Barsoum believes the pyramids' tops, backing blocks, and inner and outer casings were cast from reconstituted limestone. Their cores, he says, are probably composed of carved limestone blocks.

"I think Barsoum has certainly made the case that there is something in some of the stones that is not consistent with them being just straight limestone," remarks David Walker, a geology professor at Columbia University. "I think it's also clear that geologists looking at least at some of those rocks would have no question, no hesitation, not even a glimpse of a doubt that they really are actually cut limestone. But that doesn't mean they all are," he says.

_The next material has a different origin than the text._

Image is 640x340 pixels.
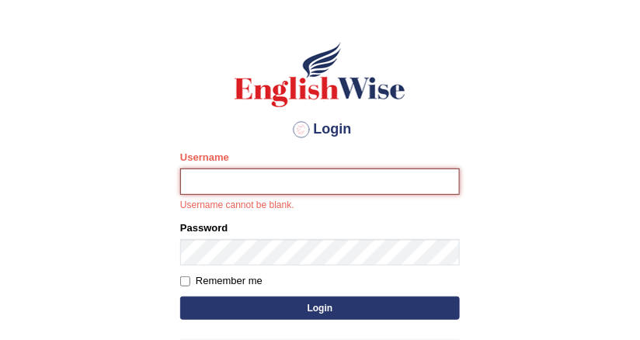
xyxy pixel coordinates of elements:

It took Barsoum more than two years to publish his results (J. Am. Ceram. Soc. 2006, 89, 3788). His report grabbed headlines and quickly prompted a backlash from both the geology and Egyptology communities. Barsoum is still having trouble publishing a follow-up paper. It has been, he says, a lesson in "political science."

"THE IDEA of concrete pyramids is preposterous," says Robert L. Folk, a professor of geology at the University of Texas, Austin, who has studied the pyramid stones. "It is well-known that the Egyptians applied some sort of coating to surfaces they wanted to paint on. I suspect Barsoum has been looking at this outer coating. He needs to get a few centimeters deep into the stone."

Folk also discounts any conclusions drawn from the presence of silica nanospheres in the sample. Silica nanospheres, he says, occur in opal, a geological constituent of the pyramid stones.

Critics also point to Barsoum's small sample size. He agrees that the small number of samples he studied likely skews his results, but notes that he had difficulties procuring official pyramid samples from Egypt's Supreme Council of Antiquities.

"There is a natural mistrust of unusual theories in the Egyptology community," Barsoum says. There would have to be, he adds, considering some of the strange ideas people have about the pyramids—such as that they were nuclear power plants or giant batteries. Hear enough of these oddball theories, Barsoum says, and you're bound to be suspicious of anyone outside of the establishment.

Still, Barsoum believes such suspicion is unfounded in the case of his findings. If parts of the pyramids were made from an ancient concrete, he argues, it doesn't diminish the achievement of their construction. Rather, he says, it means the ancient Egyptians discovered concrete 2,000 years before the Romans. "That a lime-based cement cast and cured at room temperature would survive for 4,500 years, whereas the best our civilization has to offer—Portland cement—under the best of circumstances lasts 150 years or less, is both awe-inspiring and humbling," Barsoum concludes.